In this lecture approaches developed within the transcultural Research Program "Visions of Community. Comparative Approaches to Ethnicity, Region and Empire in Christianity, Islam and Buddhism (400-1600 CE) (VISCOM)" are presented. By means of a selection of case studies situated in their wider socio-cultural contexts we ask how medieval ideas of “community” affect the making and unmaking of contemporary social formations. The concept of “community” underlying VISCOM´s comparative endeavours embraces various forms of social organization central to medieval life, such as ethnic, spiritual, or urban communities, and social categories such as family, kinship and gender as their key elements. This approach is informed by the wide temporal and geographical scope VISCOM embraces, but also by its interdisciplinary perspectives on community. Accordingly, we conceive of community as a comparative category to approach social and symbolic representations as well as practices of belonging and differing. In this lecture we will present selected case studies to exemplify the methodology applied in VISCOM´s working groups.
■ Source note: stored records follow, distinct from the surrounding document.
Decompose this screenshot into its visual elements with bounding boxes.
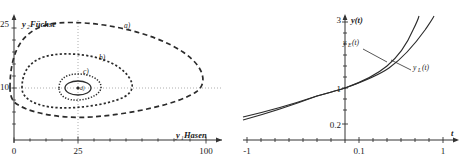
x-tick-label-neg1: -1: [243, 146, 251, 156]
phase-portrait-panel: a) b) c) d) 0 25 100 10 25 y 2 Füchse y …: [0, 0, 235, 166]
x-axis-title-main: Hasen: [183, 130, 207, 140]
solution-curve-yL: [243, 16, 434, 120]
curve-label-yL: y L (t): [412, 63, 430, 74]
x-tick-label-100: 100: [199, 146, 213, 156]
solution-curve-yE: [243, 16, 419, 117]
curve-label-yE-var: y: [342, 38, 347, 47]
y-axis-title-var: y: [21, 19, 26, 29]
phase-portrait-svg: a) b) c) d) 0 25 100 10 25 y 2 Füchse y …: [0, 0, 235, 166]
x-axis-title: t: [451, 128, 454, 138]
curve-label-yL-var: y: [412, 63, 417, 72]
y-axis-title-main: Füchse: [29, 19, 56, 29]
y-tick-label-3: 3: [337, 15, 342, 25]
x-axis-arrow: [453, 138, 459, 143]
x-tick-label-0: 0: [12, 146, 17, 156]
x-tick-label-1: 1: [441, 146, 446, 156]
orbit-curve-a: [10, 22, 203, 117]
solution-curves-svg: y E (t) y L (t) 3 1 0.2 -1 0.1 1 y(t) t: [235, 0, 469, 166]
curve-label-b: b): [99, 53, 106, 62]
curve-label-yL-tail: (t): [422, 63, 430, 72]
curve-label-yE-tail: (t): [352, 38, 360, 47]
leader-line-yL: [391, 60, 411, 70]
x-axis-title-var: y: [175, 130, 180, 140]
y-tick-label-0.2: 0.2: [330, 120, 341, 130]
curve-label-c: c): [83, 67, 89, 76]
y-tick-label-1: 1: [337, 84, 342, 94]
y-axis-title: y(t): [350, 15, 363, 25]
figure-container: a) b) c) d) 0 25 100 10 25 y 2 Füchse y …: [0, 0, 469, 166]
curve-label-yL-sub: L: [417, 67, 421, 73]
x-axis-arrow: [216, 138, 222, 143]
y-tick-label-25: 25: [0, 19, 10, 29]
y-tick-label-10: 10: [0, 82, 10, 92]
curve-label-a: a): [124, 21, 131, 30]
leader-line-yE: [363, 49, 387, 62]
x-tick-label-25: 25: [74, 146, 84, 156]
y-axis-arrow: [343, 14, 348, 20]
x-tick-label-0.1: 0.1: [353, 146, 364, 156]
solution-curves-panel: y E (t) y L (t) 3 1 0.2 -1 0.1 1 y(t) t: [235, 0, 469, 166]
curve-label-yE: y E (t): [342, 38, 360, 49]
y-axis-title: y 2 Füchse: [21, 19, 56, 30]
y-axis-arrow: [12, 14, 17, 20]
curve-label-d: d): [80, 85, 85, 92]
Christina Lutter holds a PhD from the Univ. of Vienna (1998) and is Professor at the History Department, University of Vienna and PI of the project Social and Cultural Communities across Medieval Monastic, Urban, and Courtly Cultures (SFB Visions of Community).  She is member of the Austrian Academy of Sciences, Member of the scientific board of the Forschungsstelle für Vergleichende Ordensgeschichte, Dresden; Vice president of the scientific board of the International Research Centre Kulturwissenschaften (IFK), and Member of the scientific board of the Institute for Jewish History in Austria. Her research interest covers medieval and early modern cultural and gender history, religious reform movements, entangled monastic, urban, and courtly cultures, as well as visions and practices of community and representations of emotions.
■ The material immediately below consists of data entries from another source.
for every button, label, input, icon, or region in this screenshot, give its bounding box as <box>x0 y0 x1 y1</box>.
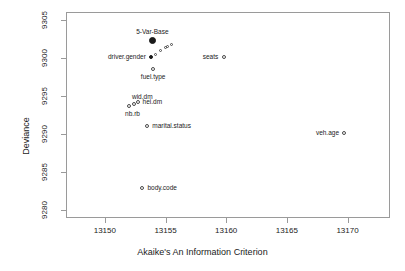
point-label: 5-Var-Base <box>136 29 168 36</box>
x-tick-label: 13170 <box>336 226 358 235</box>
data-point-nb-rb <box>127 104 131 108</box>
data-point-seats <box>222 55 226 59</box>
y-tick-label: 9295 <box>40 87 49 105</box>
x-tick-label: 13150 <box>94 226 116 235</box>
x-tick-label: 13155 <box>154 226 176 235</box>
point-label: seats <box>203 54 219 61</box>
y-tick-label: 9290 <box>40 125 49 143</box>
data-point-driver-gender <box>149 55 153 59</box>
scatter-plot: 1315013155131601316513170 92809285929092… <box>0 0 405 271</box>
x-tick-label: 13165 <box>276 226 298 235</box>
point-label: hei.dm <box>143 99 163 106</box>
plot-panel <box>66 12 390 218</box>
y-tick-mark <box>61 58 66 59</box>
point-label: nb.rb <box>125 111 140 118</box>
data-point-5-var-base <box>149 37 156 44</box>
point-label: marital.status <box>152 123 191 130</box>
y-tick-label: 9300 <box>40 49 49 67</box>
y-tick-mark <box>61 134 66 135</box>
y-tick-mark <box>61 20 66 21</box>
x-tick-mark <box>287 218 288 223</box>
point-label: driver.gender <box>108 54 146 61</box>
data-point <box>159 49 162 52</box>
data-point-hei-dm <box>136 100 140 104</box>
point-label: body.code <box>147 185 177 192</box>
y-tick-mark <box>61 96 66 97</box>
point-label: veh.age <box>316 130 339 137</box>
x-axis-title: Akaike's An Information Criterion <box>0 247 405 257</box>
x-tick-mark <box>105 218 106 223</box>
y-axis-title: Deviance <box>21 66 31 206</box>
y-tick-label: 9285 <box>40 163 49 181</box>
y-tick-mark <box>61 210 66 211</box>
x-tick-mark <box>226 218 227 223</box>
y-tick-mark <box>61 172 66 173</box>
y-tick-label: 9280 <box>40 201 49 219</box>
x-tick-mark <box>166 218 167 223</box>
point-label: fuel.type <box>141 74 166 81</box>
data-point-marital-status <box>145 124 149 128</box>
x-tick-mark <box>348 218 349 223</box>
x-tick-label: 13160 <box>215 226 237 235</box>
y-tick-label: 9305 <box>40 11 49 29</box>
Andre Gingrich  is  director of the Institute for Social Anthropology, Austrian Academy of Sciences. He finished both his PhD and his habilitation (1990) at the University of Vienna, where he is now a full professor at the Department of Social and Cultural Anthropology. He is a several times awarded scholar (and Wittgenstein Laureate in 2000) with an extensive ethnographic field research worldwide from Syria and Yemen to Saudi-Arabia and China. He was a co-founder of the European Association of Social Anthropologists. Gingrich specialises, among other things, in the anthropology of the Middle East, with emphasis on southern Arabia, on which he published extensively. He is a member of the most influential international anthropological organizations and anthropological scholarly journals’ editorial boards.